Woke Pepsi spent years greenwashing, virtue signaling — and blowing billions on stock buybacks to fizz its share price. Paul Singer’s ruthless Elliott Investment Management has taken note.
Pepsi’s fate couldn’t happen to a more deserving management.
Woke Pepsi spent years greenwashing, virtue signaling — and blowing billions on stock buybacks to fizz its share price. Paul Singer’s ruthless Elliott Investment Management has taken note.
Pepsi’s fate couldn’t happen to a more deserving management.
The CDC and FDA were once the gold standard of public health. Smallpox eradicated. Polio defeated. Frances Kelsey standing up to Big Pharma and sparing America the Thalidomide tragedy.
Today, those same agencies are politicized, distrusted, and weaponized. The media’s selective outrage helped get us here.
“It’s all about the Benjamins, baby.” That was Ilhan Omar’s infamous 2019 tweet alleging Jews controlled Congress.
Now Omar’s own disclosures show she and her husband may be sitting on as much as $30 million — wealth built largely from two businesses valued at no more than $51,000 just a year earlier.
That’s 300,000 Benjamins, baby. Here’s why Omar’s sudden fortune matters.
Billionaire music impresario David Geffen’s messy divorce is more than gossip — it’s a reminder of how Hollywood, media, and money romanticize illusions that never hold up. From Pretty Woman to Seeking Arrangements, many mistakenly believe money can buy love. As Geffen learned the hard way — it can’t.
August 25, 2025 — Restaurants
Social media is aghast over Cracker Barrel’s new logo. But the bigger story is more troubling: chains cutting corners, portions shrinking, ingredients cheapened, and customers treated like ATM machines.
August 24, 2025 — Business
Patrick Mahomes has already established himself as one of the greatest quarterbacks in NFL history. In short order, he could also be more closely associated with coffee than Starbucks CEO Brian Niccol.
Mahomes helped concoct far superior coffee beverages.
August 22, 2025 — Business
The Ford family once tightened their belts to protect their company. Today? They’re milking it with generous dividends.
Wall Street Journal columnist Jonathan Weil — the first reporter to question Enron’s finances and a relentless critic of private equity’s “fishy” accounting — has sounded the alarm on Ford’s dividend math.
Weil’s take? Ford’s “adjusted free cash flow” is little more than cash flow before bad stuff. Wall Street has a less charitable term for Ford’s financial legerdemain.
August 18, 2025 — People
To Toronto Argonauts football fans he was Ulysses ‘Crazy Legs’ Curtis, one of the greatest running backs of his day. To me, he was my junior high gym teacher — the intimidating, muscular man who barked, “You boys are the poorest excuse for the male species I’ve ever met” — and then inspired me to build the discipline and pushup prowess that shaped my life.
Only today did I learn how legendary Curtis truly was.
August 16, 2025 — Business, Technology
Mark Zuckerberg spent $110M to wall himself off from his Silicon Valley neighbors. He could have used some of his billions to wall children off from Meta’s chatbots.
Reuters uncovered internal guidelines that allowed bots to flirt with kids and even write racist screeds. Meta’s response? The same rinse-and-repeat PR denial we’ve heard for years.
So far, only rock legend Neil Young has expressed outrage — and bolted from Facebook.
Pension funds. University endowments. Your retirement account. The Wall Street Journal reporter who first exposed Enron warns they could be the next victims of private equity’s “fishy” accounting.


_WHAT IS NEEDED:_
Each line of the records below needs repeating exactly. Skip the pictures.

[Start of section]

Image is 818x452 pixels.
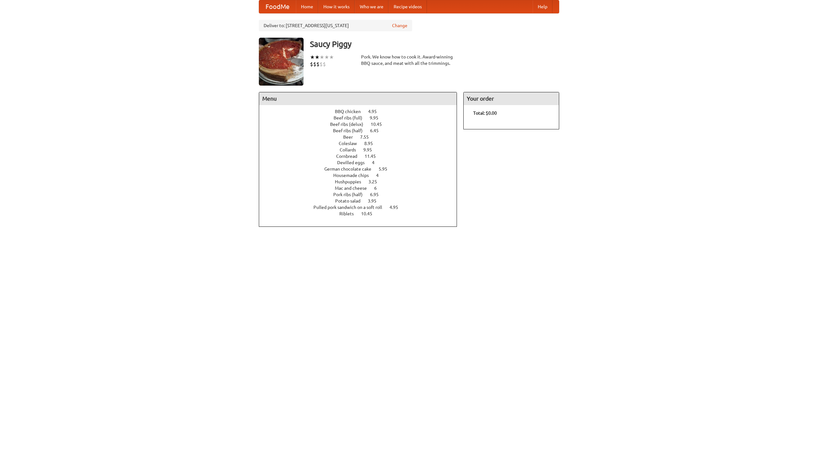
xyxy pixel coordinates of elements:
span: Potato salad [335,199,367,204]
a: Beef ribs (full) 9.95 [334,115,390,121]
a: Beef ribs (half) 6.45 [333,128,391,133]
li: ★ [320,54,324,61]
div: Deliver to: [STREET_ADDRESS][US_STATE] [259,20,412,31]
span: Coleslaw [339,141,363,146]
li: $ [313,61,316,68]
div: Pork. We know how to cook it. Award-winning BBQ sauce, and meat with all the trimmings. [361,54,457,66]
li: ★ [329,54,334,61]
span: Beef ribs (delux) [330,122,370,127]
a: Collards 9.95 [340,147,384,152]
span: 4 [376,173,385,178]
span: 3.95 [368,199,383,204]
span: Cornbread [336,154,364,159]
span: Pork ribs (half) [333,192,369,197]
span: 5.95 [379,167,394,172]
img: angular.jpg [259,38,304,86]
a: Hushpuppies 3.25 [335,179,389,184]
a: BBQ chicken 4.95 [335,109,389,114]
a: Riblets 10.45 [339,211,384,216]
a: Mac and cheese 6 [335,186,389,191]
a: Who we are [355,0,389,13]
li: $ [323,61,326,68]
h4: Menu [259,92,457,105]
span: German chocolate cake [324,167,378,172]
span: Collards [340,147,363,152]
span: 10.45 [361,211,379,216]
span: Housemade chips [333,173,375,178]
a: Beer 7.55 [343,135,381,140]
span: 4.95 [368,109,383,114]
a: FoodMe [259,0,296,13]
span: 8.95 [364,141,379,146]
span: Riblets [339,211,360,216]
span: Beef ribs (half) [333,128,369,133]
b: Total: $0.00 [473,111,497,116]
span: Hushpuppies [335,179,368,184]
li: $ [320,61,323,68]
h4: Your order [464,92,559,105]
span: 6 [374,186,383,191]
li: $ [310,61,313,68]
li: ★ [324,54,329,61]
span: 4 [372,160,381,165]
span: Devilled eggs [337,160,371,165]
span: 9.95 [363,147,378,152]
a: Cornbread 11.45 [336,154,388,159]
li: ★ [315,54,320,61]
h3: Saucy Piggy [310,38,559,51]
span: Mac and cheese [335,186,373,191]
a: Pork ribs (half) 6.95 [333,192,391,197]
span: 3.25 [369,179,384,184]
a: German chocolate cake 5.95 [324,167,399,172]
span: 6.45 [370,128,385,133]
a: Help [533,0,553,13]
a: Devilled eggs 4 [337,160,386,165]
a: Change [392,22,408,29]
span: Beef ribs (full) [334,115,369,121]
span: 11.45 [365,154,382,159]
span: BBQ chicken [335,109,367,114]
a: Housemade chips 4 [333,173,391,178]
a: Beef ribs (delux) 10.45 [330,122,394,127]
span: 6.95 [370,192,385,197]
li: $ [316,61,320,68]
span: 7.55 [360,135,375,140]
a: How it works [318,0,355,13]
a: Home [296,0,318,13]
a: Potato salad 3.95 [335,199,388,204]
li: ★ [310,54,315,61]
span: Pulled pork sandwich on a soft roll [314,205,389,210]
a: Recipe videos [389,0,427,13]
span: Beer [343,135,359,140]
a: Pulled pork sandwich on a soft roll 4.95 [314,205,410,210]
span: 9.95 [370,115,385,121]
a: Coleslaw 8.95 [339,141,385,146]
span: 10.45 [371,122,388,127]
span: 4.95 [390,205,405,210]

[End of section]

_OUTPUT OF THE EXERCISE:_
Image is 818x452 pixels.
xyxy pixel coordinates of elements:
span: Potato salad [335,199,367,204]
a: Beef ribs (full) 9.95 [334,115,390,121]
a: Beef ribs (half) 6.45 [333,128,391,133]
li: ★ [320,54,324,61]
div: Deliver to: [STREET_ADDRESS][US_STATE] [259,20,412,31]
span: Coleslaw [339,141,363,146]
li: $ [313,61,316,68]
div: Pork. We know how to cook it. Award-winning BBQ sauce, and meat with all the trimmings. [361,54,457,66]
li: ★ [329,54,334,61]
span: Beef ribs (delux) [330,122,370,127]
a: Collards 9.95 [340,147,384,152]
span: 4 [376,173,385,178]
span: 3.95 [368,199,383,204]
span: Cornbread [336,154,364,159]
span: Pork ribs (half) [333,192,369,197]
span: 5.95 [379,167,394,172]
img: angular.jpg [259,38,304,86]
a: Hushpuppies 3.25 [335,179,389,184]
a: BBQ chicken 4.95 [335,109,389,114]
a: Riblets 10.45 [339,211,384,216]
a: Mac and cheese 6 [335,186,389,191]
a: Who we are [355,0,389,13]
li: $ [323,61,326,68]
h4: Menu [259,92,457,105]
span: German chocolate cake [324,167,378,172]
span: Collards [340,147,363,152]
span: 10.45 [361,211,379,216]
span: Housemade chips [333,173,375,178]
a: Beer 7.55 [343,135,381,140]
span: 4.95 [368,109,383,114]
a: FoodMe [259,0,296,13]
span: 8.95 [364,141,379,146]
span: Riblets [339,211,360,216]
span: Beef ribs (half) [333,128,369,133]
b: Total: $0.00 [473,111,497,116]
span: Hushpuppies [335,179,368,184]
li: $ [320,61,323,68]
h4: Your order [464,92,559,105]
span: 6 [374,186,383,191]
li: $ [310,61,313,68]
li: ★ [324,54,329,61]
span: 4 [372,160,381,165]
span: Devilled eggs [337,160,371,165]
span: 9.95 [363,147,378,152]
a: Cornbread 11.45 [336,154,388,159]
li: ★ [315,54,320,61]
h3: Saucy Piggy [310,38,559,51]
span: Mac and cheese [335,186,373,191]
a: Pork ribs (half) 6.95 [333,192,391,197]
span: 3.25 [369,179,384,184]
a: German chocolate cake 5.95 [324,167,399,172]
span: 6.45 [370,128,385,133]
a: Help [533,0,553,13]
a: Devilled eggs 4 [337,160,386,165]
a: Change [392,22,408,29]
span: Beef ribs (full) [334,115,369,121]
span: 11.45 [365,154,382,159]
span: BBQ chicken [335,109,367,114]
a: Housemade chips 4 [333,173,391,178]
a: Beef ribs (delux) 10.45 [330,122,394,127]
span: 6.95 [370,192,385,197]
li: $ [316,61,320,68]
span: 7.55 [360,135,375,140]
a: How it works [318,0,355,13]
a: Home [296,0,318,13]
a: Potato salad 3.95 [335,199,388,204]
li: ★ [310,54,315,61]
span: Pulled pork sandwich on a soft roll [314,205,389,210]
a: Recipe videos [389,0,427,13]
span: Beer [343,135,359,140]
a: Pulled pork sandwich on a soft roll 4.95 [314,205,410,210]
span: 9.95 [370,115,385,121]
a: Coleslaw 8.95 [339,141,385,146]
span: 10.45 [371,122,388,127]
span: 4.95 [390,205,405,210]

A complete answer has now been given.